Philosophical Concepts: Reason, Knowledge, and Truth

Review Philosophy

Logos: Knowledge acquired through reason, not beliefs or myths.

Myth: Stories and oral traditions, recorded in works like Hesiod’s Theogony, the Iliad, and the Odyssey.

Scientific Knowledge: Investigates and explains causes through observation and experimentation, e.g., water is H2O.

Vulgar Knowledge: Everyday understanding, e.g., fire burns, water wets.

Philosophical Knowledge: Seeks ultimate causes of reality, e.g., the essence of elements.

Emancipatory Knowledge: (Needs clarification or completion)

Reflexive Knowledge: Approaches reality through rational capacities to solve human problems.

Rational Knowledge: Seeks answers understandable to humans, unlike myth or religion.

Ignorance: Lack of knowledge due to intellectual limitations or the unknown.

Doubt: Voluntary suspension of judgment for reflection.

Review: Idea for debate; judgments about a person or thing.

Certainty: Clear and certain knowledge.

Philosophy and Interculturalism: Today’s diverse society influenced by globalization and cultural variety.

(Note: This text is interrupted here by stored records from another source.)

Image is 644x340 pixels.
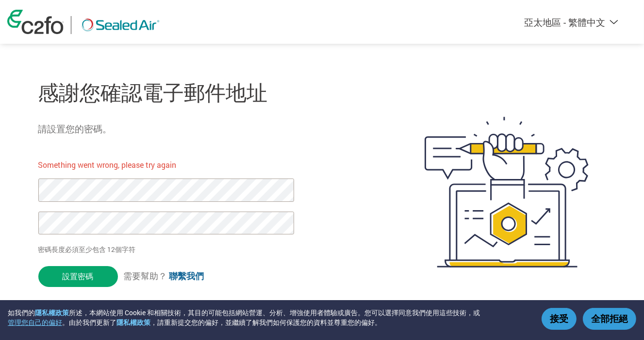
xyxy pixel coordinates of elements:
[583,307,636,330] button: 全部拒絕
[169,270,204,281] a: 聯繫我們
[38,159,311,170] p: Something went wrong, please try again
[407,63,606,321] img: create-password
[38,123,379,136] h5: 請設置您的密碼。
[38,77,379,109] h1: 感謝您確認電子郵件地址
[8,317,62,327] button: 管理您自己的偏好
[117,317,151,326] a: 隱私權政策
[35,307,69,317] a: 隱私權政策
[79,16,162,34] img: Sealed Air
[123,270,204,282] span: 需要幫助？
[38,244,298,255] p: 密碼長度必須至少包含 12個字符
[542,307,577,330] button: 接受
[7,10,64,34] img: c2fo logo
[38,266,118,286] input: 設置密碼
[8,307,510,327] div: 如我們的 所述，本網站使用 Cookie 和相關技術，其目的可能包括網站營運、分析、增強使用者體驗或廣告。您可以選擇同意我們使用這些技術，或 。由於我們更新了 ，請重新提交您的偏好，並繼續了解我...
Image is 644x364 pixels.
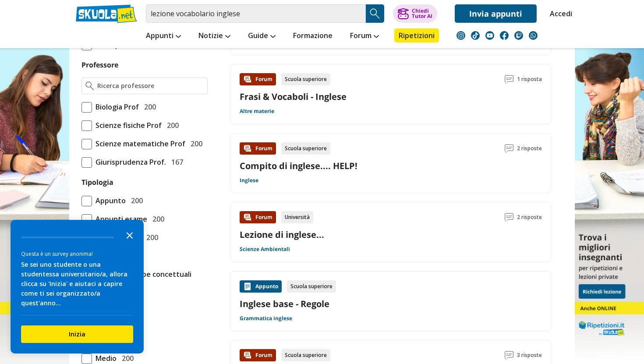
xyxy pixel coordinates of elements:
[505,144,513,153] img: Commenti lettura
[168,156,183,167] span: 167
[143,232,158,243] span: 200
[240,160,358,172] a: Compito di inglese.... HELP!
[81,60,118,69] label: Professore
[471,31,480,40] img: tiktok
[282,142,331,155] div: Scuola superiore
[240,298,542,309] a: Inglese base - Regole
[240,349,276,361] div: Forum
[517,142,542,155] span: 2 risposte
[21,325,133,343] button: Inizia
[240,315,292,322] a: Grammatica inglese
[550,4,568,23] a: Accedi
[141,101,156,112] span: 200
[144,29,183,44] a: Appunti
[505,75,513,84] img: Commenti lettura
[92,119,161,131] span: Scienze fisiche Prof
[97,81,204,90] input: Ricerca professore
[146,4,366,23] input: Cerca appunti, riassunti o versioni
[92,213,147,225] span: Appunti esame
[393,4,437,23] button: ChiediTutor AI
[240,211,276,223] div: Forum
[500,31,509,40] img: facebook
[457,31,465,40] img: instagram
[21,260,133,308] div: Se sei uno studente o una studentessa universitario/a, allora clicca su 'Inizia' e aiutaci a capi...
[240,73,276,85] div: Forum
[243,282,252,291] img: Appunti contenuto
[240,246,290,253] a: Scienze Ambientali
[92,138,185,149] span: Scienze matematiche Prof
[369,7,382,20] img: Cerca appunti, riassunti o versioni
[240,142,276,155] div: Forum
[240,90,347,102] a: Frasi & Vocaboli - Inglese
[517,349,542,361] span: 3 risposte
[348,29,381,44] a: Forum
[517,73,542,85] span: 1 risposta
[291,29,335,44] a: Formazione
[85,81,94,90] img: Ricerca professore
[394,29,439,42] a: Ripetizioni
[240,228,324,240] a: Lezione di inglese...
[366,4,384,23] button: Search Button
[505,213,513,222] img: Commenti lettura
[128,195,143,206] span: 200
[485,31,494,40] img: youtube
[282,349,331,361] div: Scuola superiore
[81,298,208,307] a: Mostra tutto (4)
[118,353,134,364] span: 200
[287,280,336,293] div: Scuola superiore
[529,31,538,40] img: WhatsApp
[455,4,537,23] a: Invia appunti
[196,29,233,44] a: Notizie
[240,108,274,115] a: Altre materie
[92,195,126,206] span: Appunto
[81,177,113,187] label: Tipologia
[282,73,331,85] div: Scuola superiore
[243,213,252,222] img: Forum contenuto
[412,8,433,19] div: Chiedi Tutor AI
[92,156,166,167] span: Giurisprudenza Prof.
[92,101,139,112] span: Biologia Prof
[163,119,179,131] span: 200
[10,220,144,353] div: Survey
[243,351,252,359] img: Forum contenuto
[246,29,278,44] a: Guide
[505,351,513,359] img: Commenti lettura
[92,353,117,364] span: Medio
[243,144,252,153] img: Forum contenuto
[240,177,259,184] a: Inglese
[121,226,139,244] button: Close the survey
[240,280,282,293] div: Appunto
[187,138,202,149] span: 200
[517,211,542,223] span: 2 risposte
[514,31,523,40] img: twitch
[282,211,313,223] div: Università
[21,249,133,258] div: Questa è un survey anonima!
[243,75,252,84] img: Forum contenuto
[149,213,164,225] span: 200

Liberalism prioritizes free trade, impacting social and human development.

Ethnocentrism: Judging other cultures based on one’s own.

Relativism: Truth depends on the subject or group experiencing it, contrasting with objectivism.

Philosophical Questions

Kant’s Critique of Pure Reason asks:

  • How is pure mathematics possible?
  • How is pure physics possible?
  • Is metaphysics possible?

Socratic Question and History of Philosophy: Reflects human life and thought across time.

Science, Ethics, and Aesthetics

Science: Kant examines knowledge and metaphysics’ scientific possibility.

Ethics: Kant’s ambiguous view on knowing the absolute, yet seeing metaphysics as a human need.

Aesthetics: Time and space are forms of sensibility, not independent realities.

Sensitivity and Understanding: Sources of Knowledge

Knowledge comes from receptivity (impressions) and spontaneity (concepts).

Rationalism: Emphasizes reason in acquiring knowledge (Descartes).

Empiricism: Emphasizes experience in acquiring knowledge.

A Priori Knowledge

Knowledge derived from universal rules, not immediate experience.

Transcendental Idealism: Knowledge conditions are set by the knower, not the object.

Meaning and Perception: Senses are mechanisms of perception, studied in psychology and neuroscience.

Truth and Certainty: Truth known is certainty; certainty is truth squared.

Skepticism: Philosophical doubt.

Realism: Objects exist independently of perception.